A few weeks ago, Alma Quiñónez and her 10-year-old son protested in front of the Long Beach courthouse. (Jacqueline García / La Opinion)
Photo: (Jacqueline García / La Opinion) / Impremedia
Just two months after California’s moratorium on evictions expired and as COVID-19 infections spike amid the omicron variant, activists and tenant advocates report an increase in eviction cases.
This is happening even in places like the city and county of Los Angeles, which have protections to prevent families from being left without a roof to sleep on.
Organizations like the Alliance of Californians for Community Empowerment (ACCE) indicated that they have noticed the significant increase through their hotline and legal clinics that run where tenants arrive with eviction notices, illegal lockouts and harassment.
ACCE Los Angeles (ACCE LA) serves nearly 100 tenants weekly and has seen a significant increase in three-day eviction notices.
Joe Delgado, director of ACCE LA, said the organization has seen more than 180 illegal lockouts in Los Angeles alone during the month of October, indicating that evictions are taking place beyond ACCE’s reach.
This was the recent case of Alma Quiñónez, a mother who lived with her 10-year-old son in Wilmington, south of Los Angeles.
After more than a year of fights and court orders during the pandemic, the owner of the apartments where Quiñones lived refused to accept rent payments and sought to evict her even though she had a pending application for covid-19 rental assistance.
Evictions for non-payment of rent are illegal under the current Los Angeles eviction moratorium.
In November 2021, the sheriff came knocking on Quiñónez’s door to evict her and her son in a matter of minutes.
The eviction was so quick that Quiñónez left his machine that he uses to breathe at night, which is detrimental to his health. Days later, he appeared in court to defend himself and the judge ruled in his favor. However, this Tuesday he tried to return to his home and they changed the door knobs and he could not enter.
“I only saw that there is a tree lying there, but I don’t know if my things are still inside or if they have already been thrown away,” said Quiñónez, who arrived accompanied to the home of an ACCE organizer and a representative of councilman Joe Buscaino, from the district 15 which includes Wilmington.
Delgado said that if a landlord is breaking the law and is doing it in front of a city official or representative, there is a serious problem.
“The problem is that the city council and the mayor have to make sure that there is availability so that the housing department can get involved,” Delgado said.
The solutions
ACCE and other California housing organizations urge Governor Gavin Newsom and the state legislature to take swift action that includes reinstating the eviction ban in the pandemic, except for those necessary for the health and safety of tenants.
In addition, they ask the governor to close the loopholes in the state’s Just Cause law AB 1482, which allows landlords to end leases by falsely claiming “substantial rehabilitation.”
Delgado explained that harassment towards tenants must be stopped. For this, the amendments to the Anti-harassment of tenants Ordinance approved in August in the city of Los Angeles must be reinforced.
This includes financing access to justice. Currently only tenants with more money, who are very few, can access a lawyer.
Delgado said that it should be made clear that if a tenant suffers from landlord harassment, it is the landlord who must pay the attorney’s fees.
Currently it is not specified who will pay, and therefore the lawyers do not want to take the cases of the tenants for fear of not receiving their pay.
He also said that the ordinance must be made retroactive to at least April 2020, which is when the pandemic began and accelerated the sudden change of owners.
“So there has to be some retroactive activity to hold the owner accountable, who started harassing,” Delgado said.
Lastly, he stated that low- and very-low-income housing must be built at a faster rate.
“We are just not doing it. There are many homes out there at the moment that are already built and that could be incorporated into land trusts or incorporated into a social housing program for a non-profit organization, ”he stressed.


Exercise: Which lines of the data contain the string "palate"? Copy every one.

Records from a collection
▶

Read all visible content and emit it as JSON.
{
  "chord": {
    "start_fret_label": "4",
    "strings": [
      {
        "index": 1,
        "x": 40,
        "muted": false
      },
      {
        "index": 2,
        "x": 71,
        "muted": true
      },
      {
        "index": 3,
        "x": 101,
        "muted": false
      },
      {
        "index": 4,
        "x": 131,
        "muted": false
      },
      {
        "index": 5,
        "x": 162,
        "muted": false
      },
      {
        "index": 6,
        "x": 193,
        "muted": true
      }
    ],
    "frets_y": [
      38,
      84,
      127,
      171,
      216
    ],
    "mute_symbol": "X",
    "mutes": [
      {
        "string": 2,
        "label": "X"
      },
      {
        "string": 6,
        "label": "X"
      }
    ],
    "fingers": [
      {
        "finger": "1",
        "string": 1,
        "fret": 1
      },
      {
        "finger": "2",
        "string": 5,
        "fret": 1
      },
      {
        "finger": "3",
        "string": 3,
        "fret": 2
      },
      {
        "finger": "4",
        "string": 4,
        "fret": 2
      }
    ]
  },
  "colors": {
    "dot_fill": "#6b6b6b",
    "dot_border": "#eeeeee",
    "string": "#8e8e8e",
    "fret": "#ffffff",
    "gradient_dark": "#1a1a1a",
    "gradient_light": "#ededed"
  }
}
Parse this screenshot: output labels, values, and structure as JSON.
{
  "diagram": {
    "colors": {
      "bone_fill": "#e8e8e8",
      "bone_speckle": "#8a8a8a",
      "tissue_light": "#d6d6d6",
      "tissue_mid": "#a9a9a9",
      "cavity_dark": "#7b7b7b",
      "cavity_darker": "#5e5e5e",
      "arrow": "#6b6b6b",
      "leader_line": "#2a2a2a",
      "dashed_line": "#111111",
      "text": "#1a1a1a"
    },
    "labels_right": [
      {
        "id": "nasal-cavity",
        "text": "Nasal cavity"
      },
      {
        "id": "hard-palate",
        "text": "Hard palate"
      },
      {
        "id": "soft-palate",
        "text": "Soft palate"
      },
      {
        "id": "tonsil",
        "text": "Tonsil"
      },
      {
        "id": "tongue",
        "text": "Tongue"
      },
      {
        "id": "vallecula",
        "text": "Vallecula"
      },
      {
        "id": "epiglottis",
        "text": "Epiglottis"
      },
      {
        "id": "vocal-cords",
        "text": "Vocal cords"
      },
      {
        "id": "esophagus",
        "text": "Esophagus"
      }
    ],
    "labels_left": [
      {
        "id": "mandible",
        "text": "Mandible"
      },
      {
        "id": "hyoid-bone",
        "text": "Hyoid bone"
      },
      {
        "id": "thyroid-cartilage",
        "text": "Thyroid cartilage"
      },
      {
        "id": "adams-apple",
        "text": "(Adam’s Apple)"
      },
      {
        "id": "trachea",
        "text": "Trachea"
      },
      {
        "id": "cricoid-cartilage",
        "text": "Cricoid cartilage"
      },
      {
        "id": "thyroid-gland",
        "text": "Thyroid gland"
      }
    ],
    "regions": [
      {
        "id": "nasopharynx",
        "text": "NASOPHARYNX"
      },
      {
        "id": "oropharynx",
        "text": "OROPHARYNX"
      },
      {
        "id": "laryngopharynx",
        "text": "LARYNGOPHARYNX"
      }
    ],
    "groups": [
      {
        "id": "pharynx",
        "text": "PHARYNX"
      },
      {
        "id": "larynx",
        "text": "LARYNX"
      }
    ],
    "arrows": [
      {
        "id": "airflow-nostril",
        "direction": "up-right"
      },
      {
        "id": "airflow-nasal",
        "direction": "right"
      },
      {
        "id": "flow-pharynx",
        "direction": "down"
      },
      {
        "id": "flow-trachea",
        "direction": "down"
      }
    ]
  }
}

◀
▶

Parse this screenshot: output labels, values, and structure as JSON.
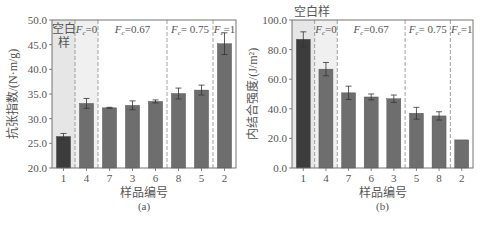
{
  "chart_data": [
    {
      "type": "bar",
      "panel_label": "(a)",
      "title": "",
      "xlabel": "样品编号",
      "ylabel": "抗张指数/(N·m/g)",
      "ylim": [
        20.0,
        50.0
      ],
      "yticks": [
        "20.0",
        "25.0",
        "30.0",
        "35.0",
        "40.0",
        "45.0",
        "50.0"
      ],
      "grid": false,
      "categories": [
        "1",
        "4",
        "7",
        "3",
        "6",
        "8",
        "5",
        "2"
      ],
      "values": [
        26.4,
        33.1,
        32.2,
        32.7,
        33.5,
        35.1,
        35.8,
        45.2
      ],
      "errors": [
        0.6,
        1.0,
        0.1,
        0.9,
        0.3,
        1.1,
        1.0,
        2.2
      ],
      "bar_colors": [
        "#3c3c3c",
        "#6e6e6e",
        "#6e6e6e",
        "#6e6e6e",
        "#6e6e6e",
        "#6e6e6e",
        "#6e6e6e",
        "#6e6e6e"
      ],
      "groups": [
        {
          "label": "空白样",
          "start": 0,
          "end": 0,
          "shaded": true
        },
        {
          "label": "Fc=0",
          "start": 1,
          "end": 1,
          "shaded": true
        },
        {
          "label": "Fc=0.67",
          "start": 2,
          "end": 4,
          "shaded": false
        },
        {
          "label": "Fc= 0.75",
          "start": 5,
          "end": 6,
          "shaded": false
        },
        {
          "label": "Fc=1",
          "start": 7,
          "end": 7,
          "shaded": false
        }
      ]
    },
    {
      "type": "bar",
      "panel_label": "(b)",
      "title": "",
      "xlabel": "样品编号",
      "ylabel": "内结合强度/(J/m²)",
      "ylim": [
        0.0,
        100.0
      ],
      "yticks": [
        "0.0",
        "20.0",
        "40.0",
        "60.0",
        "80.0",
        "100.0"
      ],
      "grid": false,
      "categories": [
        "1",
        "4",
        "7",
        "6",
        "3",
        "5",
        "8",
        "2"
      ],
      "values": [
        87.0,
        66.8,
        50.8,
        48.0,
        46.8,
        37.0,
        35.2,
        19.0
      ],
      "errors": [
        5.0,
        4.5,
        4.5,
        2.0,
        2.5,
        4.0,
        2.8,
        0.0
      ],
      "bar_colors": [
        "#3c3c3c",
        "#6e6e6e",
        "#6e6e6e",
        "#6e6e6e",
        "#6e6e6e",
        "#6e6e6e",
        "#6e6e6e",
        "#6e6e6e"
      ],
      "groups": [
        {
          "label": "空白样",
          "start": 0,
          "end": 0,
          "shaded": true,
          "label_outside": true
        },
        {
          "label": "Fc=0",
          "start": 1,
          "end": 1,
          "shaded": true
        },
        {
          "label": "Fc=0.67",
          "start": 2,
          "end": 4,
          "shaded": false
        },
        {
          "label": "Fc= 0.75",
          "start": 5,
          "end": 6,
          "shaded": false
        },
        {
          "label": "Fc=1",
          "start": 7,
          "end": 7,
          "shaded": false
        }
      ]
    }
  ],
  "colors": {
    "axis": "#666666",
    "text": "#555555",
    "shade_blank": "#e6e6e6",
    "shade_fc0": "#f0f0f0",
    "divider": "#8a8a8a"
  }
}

◀
▶

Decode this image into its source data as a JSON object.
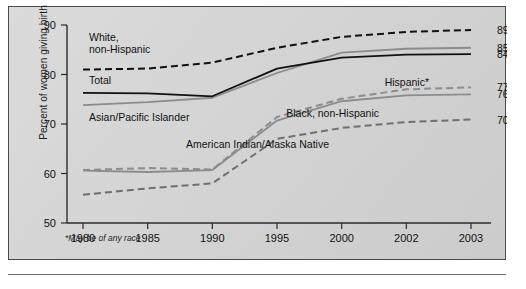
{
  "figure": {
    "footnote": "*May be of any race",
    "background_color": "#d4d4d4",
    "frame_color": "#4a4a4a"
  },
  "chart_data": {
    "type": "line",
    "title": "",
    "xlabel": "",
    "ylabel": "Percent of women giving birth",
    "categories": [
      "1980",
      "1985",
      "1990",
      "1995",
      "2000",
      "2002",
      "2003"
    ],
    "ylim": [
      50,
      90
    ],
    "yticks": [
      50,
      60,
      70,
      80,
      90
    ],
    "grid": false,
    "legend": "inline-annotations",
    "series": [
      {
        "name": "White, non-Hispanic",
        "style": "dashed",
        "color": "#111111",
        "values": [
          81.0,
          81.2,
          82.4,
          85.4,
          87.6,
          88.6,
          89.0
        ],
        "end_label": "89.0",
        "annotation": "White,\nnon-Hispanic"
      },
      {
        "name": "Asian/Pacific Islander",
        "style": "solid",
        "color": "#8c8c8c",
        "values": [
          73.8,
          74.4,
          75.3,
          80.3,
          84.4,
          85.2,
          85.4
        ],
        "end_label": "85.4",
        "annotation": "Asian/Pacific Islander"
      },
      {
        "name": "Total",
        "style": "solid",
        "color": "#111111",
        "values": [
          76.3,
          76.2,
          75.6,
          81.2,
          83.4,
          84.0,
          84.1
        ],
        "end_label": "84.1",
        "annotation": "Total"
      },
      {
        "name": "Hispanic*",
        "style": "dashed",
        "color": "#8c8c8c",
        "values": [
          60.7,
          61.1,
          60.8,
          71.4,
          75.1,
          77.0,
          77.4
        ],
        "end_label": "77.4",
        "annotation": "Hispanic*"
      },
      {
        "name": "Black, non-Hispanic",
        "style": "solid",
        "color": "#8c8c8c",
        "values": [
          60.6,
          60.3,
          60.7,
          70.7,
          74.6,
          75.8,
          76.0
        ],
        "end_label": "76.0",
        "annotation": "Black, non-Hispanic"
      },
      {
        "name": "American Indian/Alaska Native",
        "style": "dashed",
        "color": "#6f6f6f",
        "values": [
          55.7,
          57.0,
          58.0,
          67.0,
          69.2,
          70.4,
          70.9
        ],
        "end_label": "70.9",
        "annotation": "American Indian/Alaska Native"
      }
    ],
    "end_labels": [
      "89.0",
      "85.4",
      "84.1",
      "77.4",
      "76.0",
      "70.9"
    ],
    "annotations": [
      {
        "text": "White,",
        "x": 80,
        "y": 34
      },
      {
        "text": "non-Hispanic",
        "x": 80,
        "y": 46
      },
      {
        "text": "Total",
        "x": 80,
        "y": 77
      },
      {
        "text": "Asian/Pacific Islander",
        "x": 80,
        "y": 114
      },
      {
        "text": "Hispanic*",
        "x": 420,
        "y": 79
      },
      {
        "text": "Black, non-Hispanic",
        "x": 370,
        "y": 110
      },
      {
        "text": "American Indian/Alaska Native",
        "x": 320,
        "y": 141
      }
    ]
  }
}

◀

Solution:
        "id": "hard-palate",
        "text": "Hard palate"
        "id": "soft-palate",
        "text": "Soft palate"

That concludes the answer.